“Nathan.” Landon’s timbre dropped to a rough whisper. “His name was Nathan.”
The pressure mounted in her chest. She nodded. Nathan.
Imagine Landon as a father. He’d be such a great father. Great brother. Great husband. Oh, God, would he ever trust her again? He was a just man but she suspected he wasn’t a forgiving one.
Feeling faint and pale, Beth smiled exhaustedly at him. “You talked to Anna, didn’t you?”
“We made sure the court knew what a scumbag Hector is, but we didn’t talk to her, Beth. That was all your doing. Clearly she respects you.”
The words, somehow, seemed a compliment.
She hesitated, then edged closer, desperate to again reach places she’d reached in him before. “Do you think we’ll win?”
He continued absently staring at the crowded hall before them. “We’ll win.”
She wanted to say something, but felt emotionally drained. Still, she attempted something light and funny, even though she didn’t feel like laughing. “Lucky you, you’ll be getting rid of me soon.”
He turned to her then, and the lack of emotion in his eyes frightened her. His empty smile in no way warmed her. “Not soon enough.”
Still stunned minutes later, Beth couldn’t even hear through the noise of her blood rushing as they went back inside. The judge resumed his seat and began speaking. He mentioned foreseeing Hector having to answer some severe new accusations in the short future.
Beth heard the fateful words only barely, still struggled to swallow the sour dose of truth Landon had given her. He couldn’t wait to get rid of her.
“Custody awarded to the petitioners…effective immediately…”
The verdict gradually sunk into her thoughts. She saw the judge rise to leave and Hector’s stunned reaction. She noticed Landon shaking Mason’s hand. Beth blinked, swayed as she rose to her feet.
Had they won?
So fast? She’d waited months and had expected her misery to last days and days, and now they’d won?
The rest happened in a flurry of movement. Being hugged by the Gages, by her mother, her father, by everyone but Landon.
Outside, after a wait that felt eternal, Beth squinted as she watched a car pull over, and David stepped out, running toward her with a grin and another drawing. She glanced at Anna, who smiled at them both from the bottom steps of the courthouse.
“Anna, thank you,” she murmured under her breath, then quickly started for her son. God, was she dreaming? She wanted to sing and cry and dance.
“Mom! Mom, I made us a drawing!” He didn’t kiss or hug her but immediately showed the paper to her and pointed at the figures drawn. “You, me and dog man. See!”
Beth’s stomach clenched. The gigantic brown dog he’d drawn covered nearly half the page, and the rest of the picture contained David, Beth and Landon, holding hands while straddling the monster dog. “But sweetie, dog man…” Won’t be around for long.
She fell quiet when Landon walked up beside her. “Dog man is taller in person,” she improvised, flustered as she straightened. Her mom’s sad, sympathetic look made a lump grow in her throat. Why was it when you made one dream come true, another fell apart?
Landon remained at her side, and all she became aware of was the fact that he didn’t touch her. “Home?” he asked.
Temporary home, Beth thought, already pained to expose David to Landon’s household. He couldn’t get too settled in, could he?
Beth seized David’s hand and tried a smile that didn’t quite make it. “We’re ready.” God, that tiny hand inside of hers felt so right.
Ducking his head to meet David eye to eye, Landon bumped fists with her son, both of them smiling and doing it naturally this time. “You can sleep in Nathan’s room,” he told the child.
The generous offer only made Beth’s misery complete. For she, better than anyone, knew how zealously Landon had guarded that room. Before he’d known the truth about his baby.
Thomas opened the car door, and the three of them climbed inside, David excited, Landon quiet and Beth torn between excitement and despair, on their way to a make-believe home.
She and David hugged all the way.
Fourteen
The house was silent tonight.
Four months had passed, and every day of living with a fake family had been silent, wretched torture.
Landon stared out the window, not really seeing the manicured lawns outside. He was in his room, alone. Just him and the divorce papers. His bedroom had never felt so empty. The furniture couldn’t fill the space. Nothing could fill the vast feeling of loss and emptiness.
Mask and Brindle, who’d taken to sleeping with David now, were down the hall in the boy’s room.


Filter the listing below, please, and copy only the lines with the word "this".
**********
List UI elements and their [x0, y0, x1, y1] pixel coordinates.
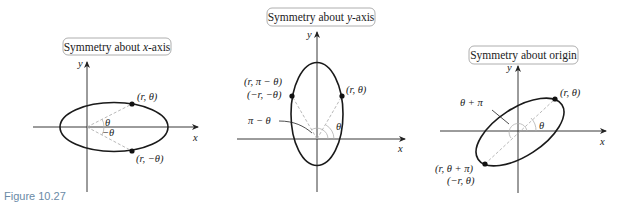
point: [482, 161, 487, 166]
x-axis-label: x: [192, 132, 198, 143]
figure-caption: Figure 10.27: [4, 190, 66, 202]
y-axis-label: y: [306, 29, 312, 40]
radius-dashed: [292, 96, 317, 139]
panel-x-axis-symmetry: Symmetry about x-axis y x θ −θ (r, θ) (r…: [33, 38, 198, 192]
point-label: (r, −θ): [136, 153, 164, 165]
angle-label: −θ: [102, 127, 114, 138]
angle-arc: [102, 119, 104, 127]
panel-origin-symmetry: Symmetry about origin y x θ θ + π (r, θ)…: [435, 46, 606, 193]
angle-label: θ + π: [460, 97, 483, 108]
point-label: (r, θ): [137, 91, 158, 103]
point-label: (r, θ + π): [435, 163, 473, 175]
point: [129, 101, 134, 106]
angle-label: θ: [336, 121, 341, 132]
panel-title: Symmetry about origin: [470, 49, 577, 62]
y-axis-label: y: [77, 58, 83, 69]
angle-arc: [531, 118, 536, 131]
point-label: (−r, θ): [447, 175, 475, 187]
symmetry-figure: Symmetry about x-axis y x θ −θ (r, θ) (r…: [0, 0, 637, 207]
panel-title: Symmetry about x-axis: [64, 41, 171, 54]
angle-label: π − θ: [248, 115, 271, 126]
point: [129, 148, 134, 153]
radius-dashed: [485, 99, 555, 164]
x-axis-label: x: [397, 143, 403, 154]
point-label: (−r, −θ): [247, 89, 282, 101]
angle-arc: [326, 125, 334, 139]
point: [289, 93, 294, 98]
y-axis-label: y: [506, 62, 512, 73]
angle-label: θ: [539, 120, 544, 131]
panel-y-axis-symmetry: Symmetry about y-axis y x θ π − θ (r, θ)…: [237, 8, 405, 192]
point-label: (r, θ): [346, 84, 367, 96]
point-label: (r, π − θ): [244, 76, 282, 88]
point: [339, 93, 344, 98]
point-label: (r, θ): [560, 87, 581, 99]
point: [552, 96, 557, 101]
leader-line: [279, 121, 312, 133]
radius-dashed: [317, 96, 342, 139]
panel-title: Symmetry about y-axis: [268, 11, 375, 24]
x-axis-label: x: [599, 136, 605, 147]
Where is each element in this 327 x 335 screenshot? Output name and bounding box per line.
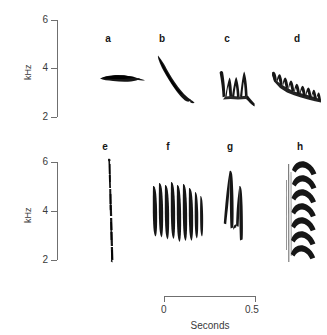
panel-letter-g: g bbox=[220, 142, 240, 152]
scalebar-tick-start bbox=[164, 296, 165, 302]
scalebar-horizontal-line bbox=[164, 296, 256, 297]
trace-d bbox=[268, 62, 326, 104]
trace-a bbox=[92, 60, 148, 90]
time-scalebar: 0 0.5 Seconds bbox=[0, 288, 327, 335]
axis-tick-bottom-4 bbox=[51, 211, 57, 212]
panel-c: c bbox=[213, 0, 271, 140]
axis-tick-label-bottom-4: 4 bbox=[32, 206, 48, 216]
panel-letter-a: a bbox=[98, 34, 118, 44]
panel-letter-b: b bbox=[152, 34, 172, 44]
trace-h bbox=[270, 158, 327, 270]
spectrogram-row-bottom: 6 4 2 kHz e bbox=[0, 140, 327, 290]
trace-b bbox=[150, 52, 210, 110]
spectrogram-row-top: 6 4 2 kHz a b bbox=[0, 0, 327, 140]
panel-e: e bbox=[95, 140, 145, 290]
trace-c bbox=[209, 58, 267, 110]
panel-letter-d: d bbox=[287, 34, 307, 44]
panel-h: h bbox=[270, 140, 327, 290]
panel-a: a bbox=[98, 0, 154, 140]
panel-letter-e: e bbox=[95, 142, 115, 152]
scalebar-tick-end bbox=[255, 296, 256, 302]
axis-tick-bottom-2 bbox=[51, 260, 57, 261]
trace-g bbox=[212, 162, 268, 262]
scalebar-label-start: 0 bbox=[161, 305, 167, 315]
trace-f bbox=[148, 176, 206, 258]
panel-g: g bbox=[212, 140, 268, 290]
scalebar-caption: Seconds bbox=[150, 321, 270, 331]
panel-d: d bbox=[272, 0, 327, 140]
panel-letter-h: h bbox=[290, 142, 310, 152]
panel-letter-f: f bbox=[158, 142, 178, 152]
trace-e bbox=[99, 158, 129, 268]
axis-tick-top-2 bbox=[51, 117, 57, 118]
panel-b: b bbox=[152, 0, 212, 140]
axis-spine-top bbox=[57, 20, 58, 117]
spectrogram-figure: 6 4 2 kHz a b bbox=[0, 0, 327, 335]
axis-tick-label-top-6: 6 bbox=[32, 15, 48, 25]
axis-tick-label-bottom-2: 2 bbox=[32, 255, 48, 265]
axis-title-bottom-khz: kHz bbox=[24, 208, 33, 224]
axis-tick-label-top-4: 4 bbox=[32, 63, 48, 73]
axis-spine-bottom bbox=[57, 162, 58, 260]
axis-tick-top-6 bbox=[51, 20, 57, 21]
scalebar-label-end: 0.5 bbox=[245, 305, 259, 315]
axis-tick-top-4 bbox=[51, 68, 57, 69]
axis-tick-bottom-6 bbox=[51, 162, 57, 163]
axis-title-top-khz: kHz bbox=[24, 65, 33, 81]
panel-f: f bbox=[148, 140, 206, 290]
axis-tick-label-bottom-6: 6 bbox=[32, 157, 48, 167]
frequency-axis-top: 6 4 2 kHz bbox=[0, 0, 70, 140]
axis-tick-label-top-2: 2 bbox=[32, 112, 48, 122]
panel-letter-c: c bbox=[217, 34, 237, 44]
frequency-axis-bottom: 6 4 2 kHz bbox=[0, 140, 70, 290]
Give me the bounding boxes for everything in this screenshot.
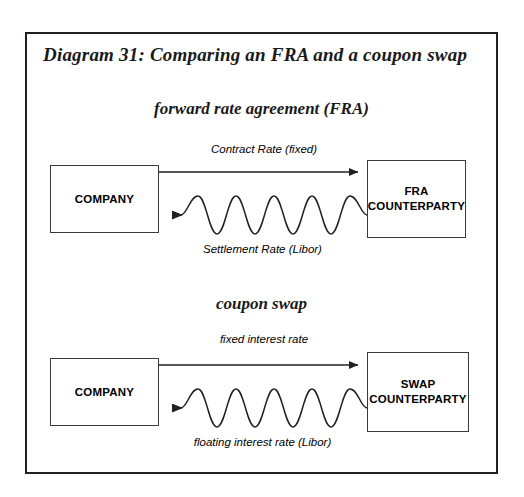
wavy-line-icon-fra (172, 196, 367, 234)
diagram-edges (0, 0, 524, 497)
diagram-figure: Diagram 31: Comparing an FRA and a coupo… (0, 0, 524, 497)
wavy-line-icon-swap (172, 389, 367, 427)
**********
▸ **Exercise response**:
Where is each element in this 327 x 335 screenshot? Output name and bounding box per line.
Give me the bounding boxes for everything in this screenshot.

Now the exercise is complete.